Film Programme: Bleu Shut
A kind of audience activating, structured film guessing game in the manipulation of time, sound and image. “At 11:15, weiners. At 21:05, pornography. At 23:30, a duet. Watch the Clock.”
Arika have been creating events since 2001. The Archive is space to share the documentation of our work, over 600 events from the past 20 years. Browse the archive by event, artists and collections, explore using theme pairs, or use the index for a comprehensive overview.
A kind of audience activating, structured film guessing game in the manipulation of time, sound and image. “At 11:15, weiners. At 21:05, pornography. At 23:30, a duet. Watch the Clock.”
A dialogical meeting of Baraka’s radical poetry and Grimes’ free jazz syncopation.
A celebration of our overabundant social entanglement and complicity, that remind us of how we can see ourselves, stripped of powers’ attempts to grasp us.
Three intimate 45 minute sessions, reading your political questions – using Tarot, Palmistry, Reiki, Astrology, and Philosophy, and the invented methods of Fake and Political Therapy.
Guitar and voice. Keening, droning and mourning. Be ready to release and bring your dis-ease.
To Rococo Rot member Robert Lippok performing for the first time in the UK with his solo project.
A riot of 60’s psychedelia, magick, ritual and tight black leather, this programme highlights underground innovators who use and subvert pop music for their own experimental ends; and be warned, in Anger, there’s real darkness.
The Scottish based Paragon Ensemble has commissioned David Fennessy to compose music for Instal, which will be performed during the evening.
We asked Christoph to come and give a sort of informal talk, raising some of his ideas about sound and image, and playing/ showing a few examples.
Formed as a means to realise William Bennett’s goal of “a sound that could bludgeon an audience into submission”
Pitching Fahey inspired, eastern-infused folk vibrations, sad elliptical drones and oracle chants into one kaleidoscopic sound.
How do you know what you want? Should freedom be doing what you ought, not doing what you want? How might a philosopher and artist turn this thinking into an enabling condition in the context of noise and improvisation?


All the lines below should appear again unchanged, though their pictures should not.
Record extracts Block Start
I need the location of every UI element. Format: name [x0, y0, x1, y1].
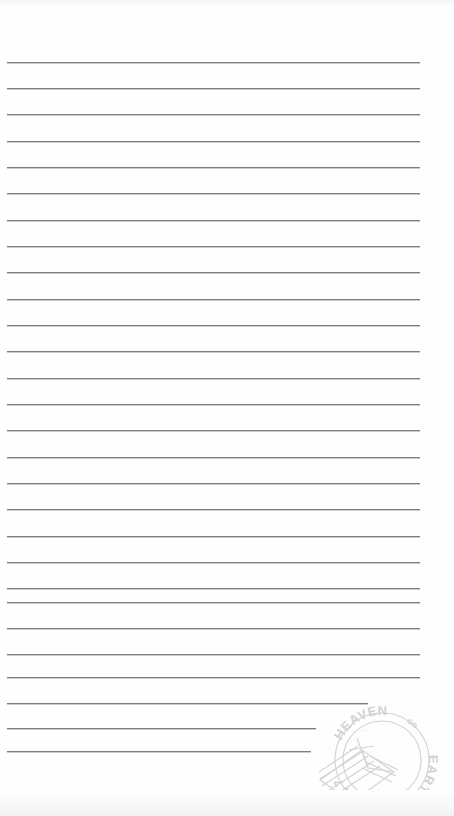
ruled-line	[7, 246, 420, 247]
ruled-line	[7, 628, 420, 629]
notepaper-page: HEAVEN on EARTH 7777 ·····	[0, 0, 454, 816]
ruled-lines-group	[0, 0, 454, 816]
ruled-line	[7, 378, 420, 379]
ruled-line	[7, 167, 420, 168]
ruled-line	[7, 62, 420, 63]
page-bottom-edge-band	[0, 790, 454, 816]
ruled-line	[7, 220, 420, 221]
ruled-line	[7, 509, 420, 510]
ruled-line	[7, 751, 311, 752]
ruled-line	[7, 272, 420, 273]
ruled-line	[7, 654, 420, 655]
ruled-line	[7, 602, 420, 603]
ruled-line	[7, 299, 420, 300]
ruled-line	[7, 728, 316, 729]
ruled-line	[7, 430, 420, 431]
ruled-line	[7, 703, 368, 704]
ruled-line	[7, 114, 420, 115]
ruled-line	[7, 141, 420, 142]
ruled-line	[7, 88, 420, 89]
ruled-line	[7, 404, 420, 405]
ruled-line	[7, 677, 420, 678]
ruled-line	[7, 483, 420, 484]
ruled-line	[7, 457, 420, 458]
ruled-line	[7, 325, 420, 326]
ruled-line	[7, 562, 420, 563]
ruled-line	[7, 351, 420, 352]
ruled-line	[7, 588, 420, 589]
ruled-line	[7, 193, 420, 194]
ruled-line	[7, 536, 420, 537]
Record extracts Block End
## Result
I need the location of every UI element. Format: name [x0, y0, x1, y1].
ruled-line	[7, 246, 420, 247]
ruled-line	[7, 628, 420, 629]
notepaper-page: HEAVEN on EARTH 7777 ·····	[0, 0, 454, 816]
ruled-lines-group	[0, 0, 454, 816]
ruled-line	[7, 378, 420, 379]
ruled-line	[7, 167, 420, 168]
ruled-line	[7, 62, 420, 63]
page-bottom-edge-band	[0, 790, 454, 816]
ruled-line	[7, 220, 420, 221]
ruled-line	[7, 509, 420, 510]
ruled-line	[7, 751, 311, 752]
ruled-line	[7, 272, 420, 273]
ruled-line	[7, 654, 420, 655]
ruled-line	[7, 602, 420, 603]
ruled-line	[7, 299, 420, 300]
ruled-line	[7, 728, 316, 729]
ruled-line	[7, 430, 420, 431]
ruled-line	[7, 703, 368, 704]
ruled-line	[7, 114, 420, 115]
ruled-line	[7, 141, 420, 142]
ruled-line	[7, 88, 420, 89]
ruled-line	[7, 404, 420, 405]
ruled-line	[7, 677, 420, 678]
ruled-line	[7, 483, 420, 484]
ruled-line	[7, 457, 420, 458]
ruled-line	[7, 325, 420, 326]
ruled-line	[7, 562, 420, 563]
ruled-line	[7, 351, 420, 352]
ruled-line	[7, 588, 420, 589]
ruled-line	[7, 193, 420, 194]
ruled-line	[7, 536, 420, 537]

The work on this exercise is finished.